If you tried to claim that IEEE 754 floating point numbers did represent intervals, then you would run into deep, deep trouble when you try to define floating-point arithmetic.

We can see that in the comments: There an assumption is made that a floating point number is or has an interval x ± eps. That assumption is wrong. Let u be the value of the last bit in the mantissa of 1.0. Then if say x = 1.5 all numbers in the interval [x - u/2, x + u/2] are rounded to x, but if x = 1.5 + u then that interval is (x - u/2, x + u/2) - an open interval instead of a closed one. And if x = 1.0, then the interval is [x - u/4, x + u/2]. Not even a symmetric interval!

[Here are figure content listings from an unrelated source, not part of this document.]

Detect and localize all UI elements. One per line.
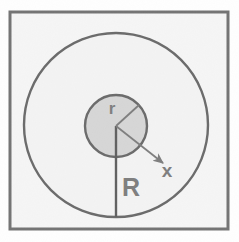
label-x: x (162, 160, 173, 181)
concentric-circles-diagram: r R x (0, 0, 239, 242)
label-r: r (109, 99, 116, 118)
label-R: R (122, 173, 140, 201)
figure-container: r R x (0, 0, 239, 242)
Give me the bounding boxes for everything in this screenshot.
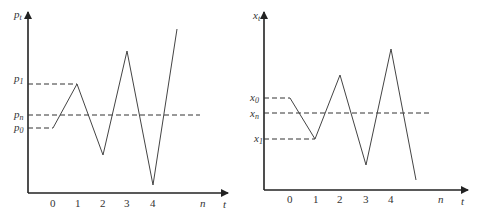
left-y-label: pt <box>13 8 23 22</box>
left-label-p0: p0 <box>13 121 24 135</box>
left-tick-n: n <box>200 197 206 209</box>
cobweb-diagrams: pt p1 pn p0 0 1 2 3 4 n t xt x0 xn x1 0 … <box>0 0 483 215</box>
left-x-label: t <box>223 198 227 210</box>
right-tick-2: 2 <box>337 193 343 205</box>
left-tick-0: 0 <box>50 197 56 209</box>
right-label-xn: xn <box>249 107 259 121</box>
left-chart: pt p1 pn p0 0 1 2 3 4 n t <box>13 8 228 210</box>
left-price-path <box>53 29 177 185</box>
left-tick-2: 2 <box>100 197 106 209</box>
right-tick-3: 3 <box>363 193 369 205</box>
right-quantity-path <box>290 49 416 180</box>
right-chart: xt x0 xn x1 0 1 2 3 4 n t <box>249 9 468 207</box>
right-tick-1: 1 <box>313 193 319 205</box>
right-x-label: t <box>461 195 465 207</box>
right-tick-n: n <box>438 193 444 205</box>
left-label-p1: p1 <box>13 72 24 86</box>
right-tick-4: 4 <box>388 193 394 205</box>
left-tick-1: 1 <box>75 197 81 209</box>
right-y-label: xt <box>252 9 261 23</box>
left-tick-3: 3 <box>124 197 130 209</box>
left-label-pn: pn <box>13 108 24 122</box>
right-label-x0: x0 <box>249 91 259 105</box>
left-tick-4: 4 <box>150 197 156 209</box>
right-tick-0: 0 <box>287 193 293 205</box>
right-label-x1: x1 <box>253 132 263 146</box>
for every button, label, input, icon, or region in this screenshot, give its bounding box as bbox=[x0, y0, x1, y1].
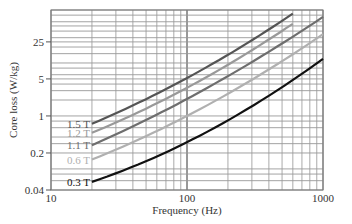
series-label: 1.1 T bbox=[67, 139, 90, 151]
x-tick-label: 100 bbox=[179, 192, 196, 204]
series-label: 1.2 T bbox=[67, 127, 90, 139]
x-tick-label: 1000 bbox=[312, 192, 335, 204]
series-label: 0.3 T bbox=[67, 176, 90, 188]
core-loss-chart: 0.040.21525 101001000 1.5 T1.2 T1.1 T0.6… bbox=[0, 0, 352, 224]
series-line-06T bbox=[92, 34, 323, 159]
series-line-15T bbox=[92, 14, 293, 124]
series-lines bbox=[92, 14, 323, 182]
series-line-12T bbox=[92, 24, 293, 133]
y-tick-label: 0.2 bbox=[30, 147, 44, 159]
y-axis-ticks: 0.040.21525 bbox=[25, 36, 51, 196]
series-labels: 1.5 T1.2 T1.1 T0.6 T0.3 T bbox=[67, 118, 90, 188]
series-line-11T bbox=[92, 17, 323, 145]
y-axis-label: Core loss (W/kg) bbox=[7, 62, 20, 138]
x-tick-label: 10 bbox=[46, 192, 58, 204]
x-axis-ticks: 101001000 bbox=[46, 192, 335, 204]
x-axis-label: Frequency (Hz) bbox=[152, 204, 222, 217]
y-tick-label: 25 bbox=[33, 36, 45, 48]
y-tick-label: 1 bbox=[39, 110, 45, 122]
series-label: 0.6 T bbox=[67, 154, 90, 166]
y-tick-label: 5 bbox=[39, 73, 45, 85]
y-tick-label: 0.04 bbox=[25, 184, 45, 196]
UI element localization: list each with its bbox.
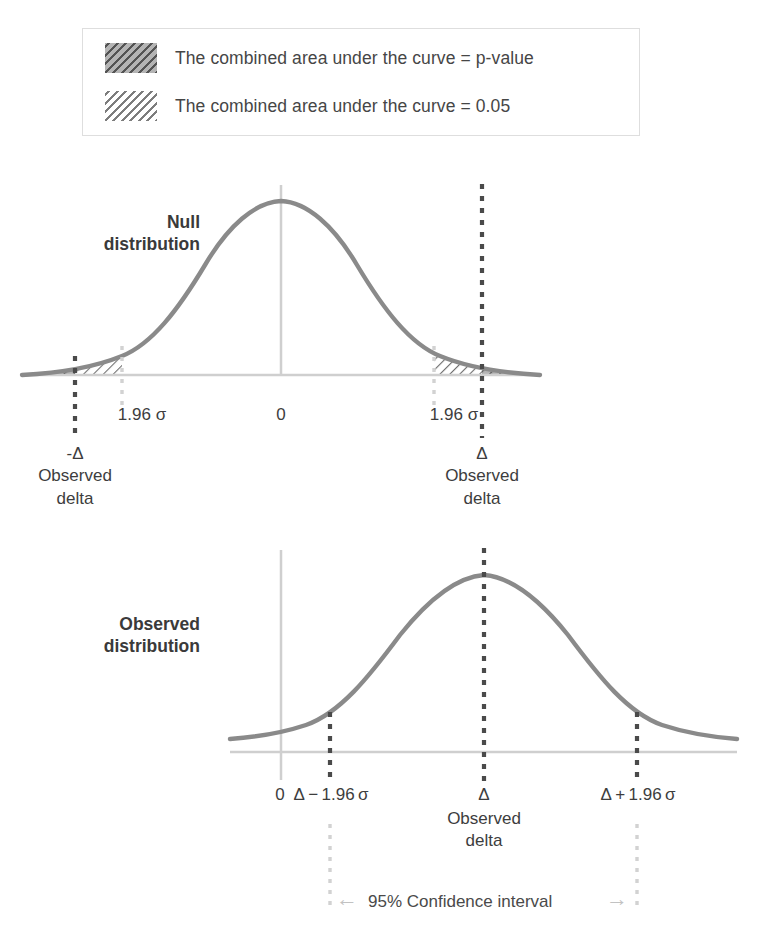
- null-annotation-minus-delta: -Δ Observed delta: [15, 443, 135, 510]
- null-tick-center: 0: [241, 404, 321, 426]
- ci-label: 95% Confidence interval: [368, 892, 552, 912]
- ci-right-arrow-icon: →: [606, 888, 628, 910]
- statistics-figure: The combined area under the curve = p-va…: [0, 0, 762, 941]
- observed-tick-delta: Δ: [434, 784, 534, 806]
- null-distribution-plot: [0, 160, 762, 580]
- ci-left-arrow-icon: ←: [336, 888, 358, 910]
- legend-item-label: The combined area under the curve = p-va…: [175, 48, 534, 69]
- confidence-interval-guides: [0, 824, 762, 934]
- null-tick-right-sigma: 1.96 σ: [394, 404, 514, 426]
- hatched-white-fill-swatch-icon: [105, 91, 157, 121]
- hatched-gray-fill-swatch-icon: [105, 43, 157, 73]
- legend-item-alpha: The combined area under the curve = 0.05: [105, 91, 510, 121]
- legend-item-label: The combined area under the curve = 0.05: [175, 96, 510, 117]
- legend-box: The combined area under the curve = p-va…: [82, 28, 640, 136]
- null-tick-left-sigma: 1.96 σ: [82, 404, 202, 426]
- observed-tick-upper-bound: Δ + 1.96 σ: [572, 784, 704, 806]
- observed-tick-lower-bound: Δ − 1.96 σ: [265, 784, 397, 806]
- legend-item-pvalue: The combined area under the curve = p-va…: [105, 43, 534, 73]
- null-annotation-plus-delta: Δ Observed delta: [422, 443, 542, 510]
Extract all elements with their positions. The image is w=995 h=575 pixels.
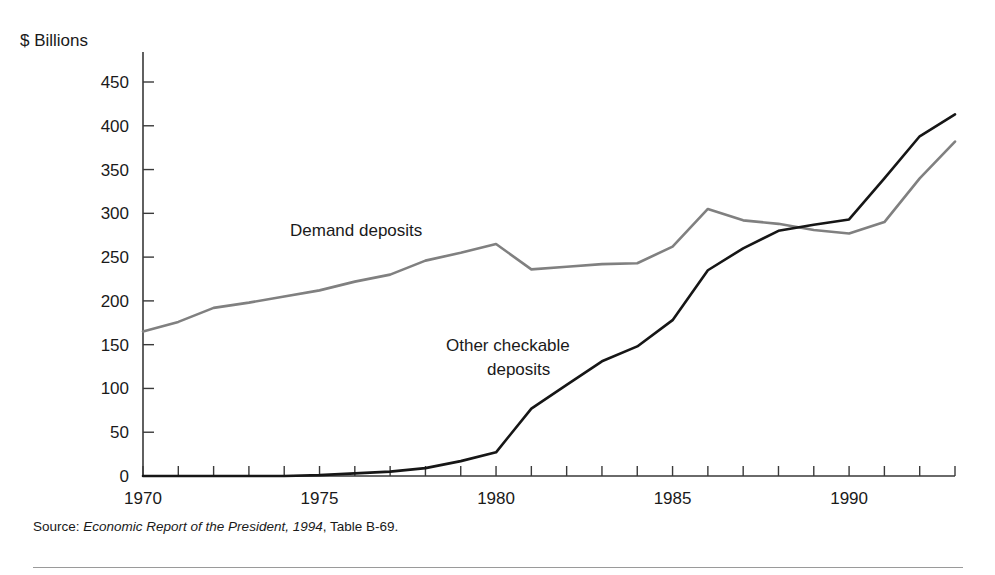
series-annotation-3: deposits <box>487 360 550 379</box>
y-tick-label: 300 <box>101 204 129 223</box>
x-tick-label: 1985 <box>654 489 692 508</box>
series-annotation-2: Other checkable <box>446 336 570 355</box>
chart-figure: $ Billions450400350300250200150100500197… <box>0 0 995 575</box>
y-tick-label: 250 <box>101 248 129 267</box>
y-tick-label: 400 <box>101 117 129 136</box>
series-line-other-checkable-deposits <box>143 114 955 476</box>
y-tick-label: 350 <box>101 161 129 180</box>
x-tick-label: 1980 <box>477 489 515 508</box>
y-tick-label: 200 <box>101 292 129 311</box>
chart-plot-area: $ Billions450400350300250200150100500197… <box>20 31 955 508</box>
y-axis-unit-label: $ Billions <box>20 31 88 50</box>
y-tick-label: 50 <box>110 423 129 442</box>
y-tick-label: 0 <box>120 467 129 486</box>
series-line-demand-deposits <box>143 142 955 332</box>
source-prefix: Source: <box>33 519 80 534</box>
y-tick-label: 150 <box>101 336 129 355</box>
y-tick-label: 100 <box>101 379 129 398</box>
bottom-divider <box>33 567 963 568</box>
source-note: Source: Economic Report of the President… <box>33 519 398 534</box>
x-tick-label: 1970 <box>124 489 162 508</box>
chart-axes <box>143 52 955 476</box>
y-tick-label: 450 <box>101 73 129 92</box>
series-annotation-1: Demand deposits <box>290 221 422 240</box>
x-tick-label: 1990 <box>830 489 868 508</box>
x-tick-label: 1975 <box>301 489 339 508</box>
source-suffix: , Table B-69. <box>323 519 399 534</box>
source-citation-italic: Economic Report of the President, 1994 <box>83 519 322 534</box>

And the suggested arithmetic with these intervals seems to be "we take the numbers in the middle of the intervals, calculate the result, and find the interval containing the result" - which is essentially arithmetic with "point" floating point numbers, with a bit of fuzz added at the beginning and the end.

When you try to convert between binary and decimal numbers, these intervals come into play for real if you want a high quality conversion, and from experience this is an absolute PITA. Don't go there unless you enjoy that kind of thing.